What a skill contains

You don’t need to build a skill in order to use one, but it helps to know what’s inside:
  • A short description. A plain-language summary of when the skill should be used. This helps the assistant decide, on its own, when to reach for it.
  • Instructions. The core of the skill—the prompts, rules, and examples that shape how the assistant should respond for this specific job.
  • Supporting files (optional). Reference documents, templates, style guides, or checklists the assistant can pull from when it needs them.
Most skills are packaged as a small folder or a .zip file. The exact format varies by platform, but the shape is the same across tools.

Why use a skill

Reach for a skill when:
  • You find yourself repeating the same instructions to your assistant (“always use our brand voice,” “always start with the AI search dataset”).
  • You want multiple teammates to get the same quality of output from the same AI tool.
  • You want answers that reflect your data and your terminology, not generic advice from the open web.
  • You want to hand work off to the assistant with confidence that it will follow a defined process.
Skills turn one-off prompt effort into a reusable asset your whole team can rely on.

How to use a skill in your LLM platform

The specifics differ by tool, but the pattern is the same everywhere:
1

Download the skill

Get the skill from the Conductor template gallery or another source you trust. You will usually receive a .zip file or a folder.
2

Install it into your assistant

Each platform has its own location for skills. Claude apps, ChatGPT, Cursor, Windsurf, and other tools each expose this a little differently. Your platform’s documentation will tell you exactly where to place the skill files or how to upload them.
3

Trigger the skill in conversation

Once installed, the assistant can apply the skill automatically when your question matches its purpose. You can also reference the skill by name if you want to be explicit (“use the Conductor School skill for this”).
4

Keep it updated

Skills evolve. When Conductor or another provider publishes a new version, replace the old files with the new ones so your assistant stays current.
Platform-specific setup guides live in the AI Tools section.

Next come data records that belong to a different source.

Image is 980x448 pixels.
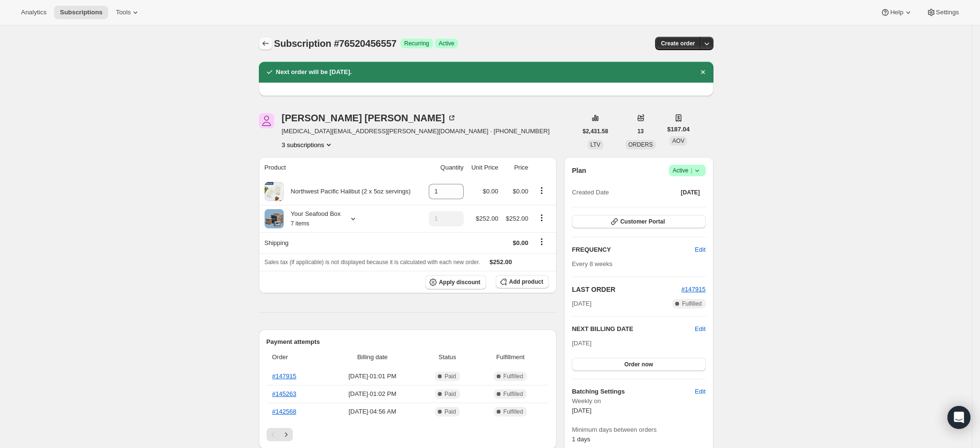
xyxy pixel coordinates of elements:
img: product img [265,182,284,202]
small: 7 items [291,221,310,227]
span: $2,431.58 [583,128,608,136]
button: Edit [689,243,711,258]
span: $0.00 [483,188,498,195]
a: #147915 [682,286,706,293]
div: Northwest Pacific Halibut (2 x 5oz servings) [284,187,411,197]
h6: Batching Settings [572,387,695,396]
span: [DATE] [572,407,592,415]
span: $0.00 [512,240,528,246]
button: Shipping actions [534,237,550,247]
span: AOV [672,138,685,144]
span: Edit [695,387,706,396]
span: Edit [695,245,706,255]
span: Settings [936,9,959,16]
button: Add product [495,275,549,288]
nav: Pagination [267,428,550,441]
span: [DATE] · 04:56 AM [328,407,418,416]
span: ORDERS [628,141,653,148]
button: Product actions [534,213,550,224]
h2: LAST ORDER [572,285,682,294]
button: Settings [921,6,965,19]
span: [DATE] · 01:01 PM [328,372,418,381]
span: [DATE] · 01:02 PM [328,390,418,399]
th: Unit Price [467,158,501,179]
span: Allison Tucker [259,114,274,129]
span: [DATE] [572,340,592,347]
span: Fulfilled [503,391,523,398]
span: Created Date [572,188,609,198]
button: Analytics [15,6,53,19]
h2: FREQUENCY [572,245,695,255]
button: Order now [572,358,706,372]
a: #145263 [272,391,296,397]
span: Fulfilled [503,408,523,416]
span: Subscriptions [60,9,102,16]
h2: Payment attempts [267,337,550,347]
button: [DATE] [675,186,706,200]
span: LTV [591,141,600,148]
span: Customer Portal [621,218,664,225]
th: Order [267,347,325,368]
h2: Next order will be [DATE]. [276,68,352,77]
span: Fulfilled [503,373,523,380]
span: 1 days [572,436,590,443]
th: Shipping [259,232,424,253]
span: Sales tax (if applicable) is not displayed because it is calculated with each new order. [265,259,480,266]
span: [DATE] [572,299,592,309]
button: #147915 [682,285,706,294]
span: $187.04 [667,125,689,135]
button: Subscriptions [54,6,108,19]
h2: Plan [572,166,586,176]
button: Tools [110,6,146,19]
span: Fulfillment [477,352,543,362]
span: $0.00 [512,188,528,195]
button: Edit [689,384,711,399]
button: Customer Portal [572,215,706,228]
h2: NEXT BILLING DATE [572,325,695,334]
span: Status [423,352,471,362]
div: Your Seafood Box [284,209,340,228]
button: Subscriptions [259,37,272,51]
button: $2,431.58 [577,125,614,139]
span: $252.00 [506,215,528,223]
span: Billing date [328,352,418,362]
span: Paid [445,408,456,416]
img: product img [265,209,284,228]
span: [DATE] [681,189,700,197]
button: 13 [632,125,649,139]
span: Fulfilled [682,300,702,308]
span: Create order [661,40,695,48]
th: Quantity [423,158,466,179]
span: $252.00 [490,259,512,266]
span: $252.00 [475,215,498,223]
span: Paid [445,373,456,380]
span: [MEDICAL_DATA][EMAIL_ADDRESS][PERSON_NAME][DOMAIN_NAME] · [PHONE_NUMBER] [282,127,550,137]
span: Analytics [21,9,47,16]
span: Weekly on [572,396,706,406]
th: Price [501,158,531,179]
button: Create order [655,37,701,51]
button: Edit [695,325,706,334]
span: Help [890,9,903,16]
span: Active [673,166,702,176]
span: Order now [624,361,653,369]
span: Active [439,40,454,48]
span: Recurring [404,40,429,48]
button: Apply discount [425,275,486,289]
span: | [690,167,692,175]
span: 13 [638,128,643,136]
a: #147915 [272,373,296,380]
span: Apply discount [439,279,480,287]
a: #142568 [272,408,296,416]
div: Open Intercom Messenger [947,406,970,429]
span: Minimum days between orders [572,425,706,435]
span: Tools [116,9,131,16]
span: Paid [445,391,456,398]
button: Next [279,428,293,441]
button: Product actions [534,185,550,196]
div: [PERSON_NAME] [PERSON_NAME] [282,114,456,123]
button: Product actions [282,140,334,150]
th: Product [259,158,424,179]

An example: Conductor School for LLMs

The Conductor School for LLMs skill teaches your assistant how to talk about Conductor—our product language, our datasets, how to read AI search performance data, and how to translate findings into recommendations a marketing team can actually use. On its own, the skill sharpens every Conductor-related answer the assistant gives. Paired with the Conductor MCP, it becomes far more useful:
  • The MCP gives the assistant live, authorized access to your Conductor data.
  • The skill tells the assistant how to interpret that data, which vocabulary to use, and which patterns lead to sound recommendations.
Together, you get answers that are grounded in your actual metrics and framed the way a Conductor expert would frame them—without having to coach the assistant every session.

Tips for getting the most out of skills

  • Start with one. Install a single skill, use it in a few real workflows, and get a feel for how the assistant behaves before layering more.
  • Combine skills with MCP where it makes sense. Skills shape how the assistant thinks. MCP gives it the data. The two are complementary, not overlapping.
  • Describe the job, not the tool. When you chat, focus on what you are trying to accomplish. A well-written skill will handle the rest.
  • Revisit regularly. As your team’s work evolves, swap in updated skills to keep your assistant aligned.